If I Wrote an Intro to the Bible Text

If I Wrote an Intro to the Bible Text April 20, 2015

Screen Shot 2015-04-18 at 9.38.19 AMI have no plans to write an introduction to the Bible textbook, but if I did it would complement lectures, overlapping at times, lead students to read the Bible more and encourage them to see the grandeur of the Bible. The major idea for each chapter would have this approach:

Here’s something to know so you can read your Bible more adventuresomely and meaningfully.

What do you think needs to be in such a book?

So, while there are a few ways to design such a book:

1. It would not go through the Bible paragraph by paragraph or book by book because that leads students to read the book and not the Bible. In college my prof assigned such a text and a number of students said, “Why read the Bible when you can read this textbook?” (It’s easier to comprehend. Those were the KJV days, my friend.)

2. It would focus on elements needed for Bible readers that the young reader would not know intuitively but would give perspective and angles on the Bible itself. Thus, it would cover the Bible’s big story — what drives this narrative, what interrupts this narrative, what is the aim of this narrative? Thus, it would give tools to the reader so the reader could read the Bible better.

3. It would not be a history book but would sketch the history at work behind and in the Bible.

4. It would sensitize students to the hermeneutics of reading and interpretation of the kinds of literature found in the Bible. That is, narrative, polemics against ancient stories, law, prophecy, gospel, letter, apocalyptic and poetic features found in various places.

5. It would lead students to see the rhetoric at work in the Bible: these texts are being used to say something by someone to someone. How does that work with each kind of genre?

6. It would examine the major theological themes of the Bible, both themes that take off later into Christian systematic theology and themes that are locked in context for each author of the Bible in such a way that all of a sudden we are doing #6 while also doing #4 and #5.

7. It would exemplify all of this with specific examples — from each genre in the Bible (history, poetry/psalms, a prophet or two (I’d choose Hosea), the ways of Jesus and the way he taught, and it would examine a letter of Paul and dip into the Revelation.

8. It would discuss how we got our Bible gathered into the “canon.”

9. It would also discuss various translations of the Bible and why they differ.

This is what Ben Witherington’s Reading and Understanding the Bible does as a text! Do I recommend it? Indeed!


TASK PROMPT
Return the data below exactly, minus the pictures.

---------- THE DATA ----------

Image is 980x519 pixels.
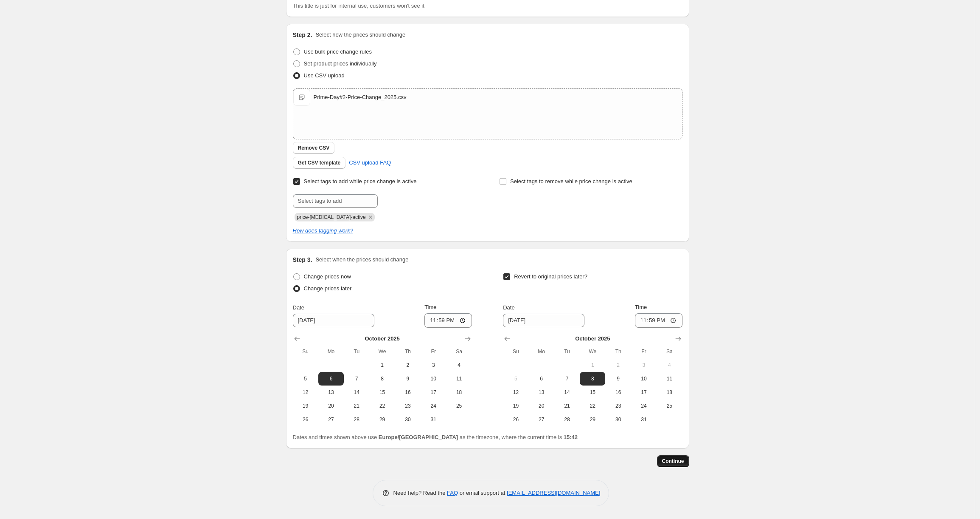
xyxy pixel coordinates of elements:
span: 19 [296,402,315,409]
button: Saturday October 11 2025 [656,372,682,385]
span: 3 [424,362,443,368]
button: Tuesday October 14 2025 [554,385,580,399]
span: 13 [321,389,341,395]
b: 15:42 [564,434,578,440]
span: Su [506,348,525,355]
span: Get CSV template [298,159,341,166]
p: Select when the prices should change [316,255,409,264]
button: Tuesday October 28 2025 [344,412,369,426]
span: 30 [609,416,627,422]
span: 20 [321,402,341,409]
span: Revert to original prices later? [514,273,587,280]
span: Remove CSV [298,144,330,152]
button: Sunday October 5 2025 [503,372,529,385]
span: 22 [373,402,391,409]
button: Friday October 31 2025 [631,412,656,426]
span: 27 [532,416,551,422]
th: Sunday [293,345,319,358]
span: 31 [424,416,443,422]
span: Use CSV upload [304,72,345,79]
span: Th [399,348,417,355]
span: 12 [296,389,315,395]
button: Thursday October 16 2025 [395,385,421,399]
span: 24 [634,402,654,409]
span: Th [609,348,627,355]
span: 3 [634,362,654,368]
span: 25 [449,402,468,409]
button: Saturday October 11 2025 [446,372,471,385]
p: Select how the prices should change [316,31,406,39]
span: price-change-job-active [297,214,366,220]
th: Monday [319,345,344,358]
button: Wednesday October 29 2025 [369,412,395,426]
span: 22 [584,402,602,409]
span: 10 [634,375,654,382]
button: Remove CSV [293,142,335,154]
a: CSV upload FAQ [344,156,396,169]
span: Sa [449,348,468,355]
span: 14 [558,389,576,395]
span: Time [635,304,647,310]
button: Show next month, November 2025 [672,332,684,345]
span: Set product prices individually [304,60,377,66]
button: Wednesday October 8 2025 [369,372,395,385]
button: Show previous month, September 2025 [501,332,513,345]
button: Sunday October 19 2025 [293,399,319,412]
button: Monday October 6 2025 [529,372,554,385]
span: Fr [634,348,654,355]
span: 21 [347,402,366,409]
button: Monday October 27 2025 [529,412,554,426]
button: Wednesday October 15 2025 [369,385,395,399]
button: Monday October 20 2025 [529,399,554,412]
span: Use bulk price change rules [304,49,372,55]
span: 11 [660,375,679,382]
button: Friday October 3 2025 [421,358,446,372]
span: 2 [609,362,627,368]
button: Friday October 24 2025 [631,399,656,412]
button: Tuesday October 21 2025 [554,399,580,412]
button: Friday October 31 2025 [421,412,446,426]
span: 29 [373,416,391,422]
button: Remove price-change-job-active [366,213,374,221]
span: 8 [584,375,602,382]
button: Friday October 17 2025 [421,385,446,399]
a: How does tagging work? [293,227,353,234]
button: Saturday October 18 2025 [446,385,471,399]
span: Select tags to add while price change is active [304,178,417,184]
span: 28 [558,416,576,422]
span: 18 [660,389,679,395]
span: Fr [424,348,443,355]
button: Saturday October 4 2025 [656,358,682,372]
span: 13 [532,389,551,395]
span: Continue [662,458,684,465]
span: Su [296,348,315,355]
span: 26 [506,416,525,422]
span: 16 [609,389,627,395]
th: Saturday [656,345,682,358]
span: 16 [399,389,417,395]
th: Sunday [503,345,529,358]
button: Sunday October 5 2025 [293,372,319,385]
button: Thursday October 23 2025 [605,399,631,412]
th: Tuesday [554,345,580,358]
button: Wednesday October 15 2025 [580,385,605,399]
span: 23 [609,402,627,409]
input: 9/19/2025 [293,314,374,327]
button: Friday October 10 2025 [631,372,656,385]
button: Tuesday October 7 2025 [554,372,580,385]
span: or email support at [458,490,507,495]
button: Sunday October 19 2025 [503,399,529,412]
span: Select tags to remove while price change is active [510,178,632,184]
span: Date [503,304,514,310]
button: Sunday October 12 2025 [503,385,529,399]
button: Thursday October 9 2025 [605,372,631,385]
button: Saturday October 18 2025 [656,385,682,399]
button: Monday October 13 2025 [319,385,344,399]
span: Dates and times shown above use as the timezone, where the current time is [293,434,578,440]
button: Sunday October 26 2025 [293,412,319,426]
button: Thursday October 2 2025 [395,358,421,372]
span: 2 [399,362,417,368]
th: Wednesday [369,345,395,358]
span: We [373,348,391,355]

----------

SOLUTION TO THIS TASK
Image is 980x519 pixels.
xyxy pixel coordinates of elements:
span: 19 [296,402,315,409]
button: Saturday October 11 2025 [656,372,682,385]
span: 3 [424,362,443,368]
button: Tuesday October 14 2025 [554,385,580,399]
span: 13 [321,389,341,395]
b: 15:42 [564,434,578,440]
span: Su [506,348,525,355]
span: Get CSV template [298,159,341,166]
p: Select when the prices should change [316,255,409,264]
button: Tuesday October 28 2025 [344,412,369,426]
span: 30 [609,416,627,422]
span: 20 [321,402,341,409]
span: Revert to original prices later? [514,273,587,280]
span: Remove CSV [298,144,330,152]
button: Sunday October 5 2025 [503,372,529,385]
span: 22 [373,402,391,409]
button: Friday October 31 2025 [631,412,656,426]
span: 27 [532,416,551,422]
th: Sunday [293,345,319,358]
span: 31 [424,416,443,422]
span: Use CSV upload [304,72,345,79]
span: Th [399,348,417,355]
span: 12 [296,389,315,395]
button: Thursday October 16 2025 [395,385,421,399]
span: 24 [634,402,654,409]
span: Th [609,348,627,355]
span: 3 [634,362,654,368]
span: 25 [449,402,468,409]
button: Saturday October 11 2025 [446,372,471,385]
p: Select how the prices should change [316,31,406,39]
span: price-change-job-active [297,214,366,220]
th: Monday [319,345,344,358]
button: Wednesday October 29 2025 [369,412,395,426]
span: 22 [584,402,602,409]
span: 10 [634,375,654,382]
button: Remove CSV [293,142,335,154]
a: CSV upload FAQ [344,156,396,169]
span: Sa [449,348,468,355]
span: 14 [558,389,576,395]
span: Time [635,304,647,310]
button: Show next month, November 2025 [672,332,684,345]
span: Set product prices individually [304,60,377,66]
button: Wednesday October 8 2025 [369,372,395,385]
button: Show previous month, September 2025 [501,332,513,345]
button: Sunday October 19 2025 [293,399,319,412]
button: Monday October 6 2025 [529,372,554,385]
span: Fr [634,348,654,355]
span: 21 [347,402,366,409]
button: Monday October 27 2025 [529,412,554,426]
button: Wednesday October 15 2025 [369,385,395,399]
button: Monday October 20 2025 [529,399,554,412]
span: Use bulk price change rules [304,49,372,55]
span: 11 [660,375,679,382]
button: Friday October 3 2025 [421,358,446,372]
span: 2 [609,362,627,368]
button: Friday October 24 2025 [631,399,656,412]
button: Tuesday October 21 2025 [554,399,580,412]
button: Friday October 31 2025 [421,412,446,426]
span: 29 [373,416,391,422]
button: Remove price-change-job-active [366,213,374,221]
span: 8 [584,375,602,382]
button: Friday October 17 2025 [421,385,446,399]
a: How does tagging work? [293,227,353,234]
button: Saturday October 18 2025 [446,385,471,399]
span: Select tags to add while price change is active [304,178,417,184]
span: 28 [558,416,576,422]
span: 18 [660,389,679,395]
span: Fr [424,348,443,355]
button: Saturday October 4 2025 [656,358,682,372]
span: 13 [532,389,551,395]
span: Continue [662,458,684,465]
span: Su [296,348,315,355]
span: 26 [506,416,525,422]
span: 16 [609,389,627,395]
th: Saturday [656,345,682,358]
span: 16 [399,389,417,395]
th: Sunday [503,345,529,358]
button: Sunday October 5 2025 [293,372,319,385]
button: Thursday October 23 2025 [605,399,631,412]
th: Tuesday [554,345,580,358]
button: Wednesday October 15 2025 [580,385,605,399]
span: 23 [609,402,627,409]
input: 9/19/2025 [293,314,374,327]
button: Friday October 10 2025 [631,372,656,385]
button: Tuesday October 7 2025 [554,372,580,385]
span: or email support at [458,490,507,495]
button: Sunday October 19 2025 [503,399,529,412]
span: Select tags to remove while price change is active [510,178,632,184]
span: Date [503,304,514,310]
button: Sunday October 12 2025 [503,385,529,399]
button: Thursday October 9 2025 [605,372,631,385]
button: Saturday October 18 2025 [656,385,682,399]
button: Monday October 13 2025 [319,385,344,399]
span: Dates and times shown above use as the timezone, where the current time is [293,434,578,440]
button: Sunday October 26 2025 [293,412,319,426]
button: Thursday October 2 2025 [395,358,421,372]
span: 2 [399,362,417,368]
th: Wednesday [369,345,395,358]
span: We [373,348,391,355]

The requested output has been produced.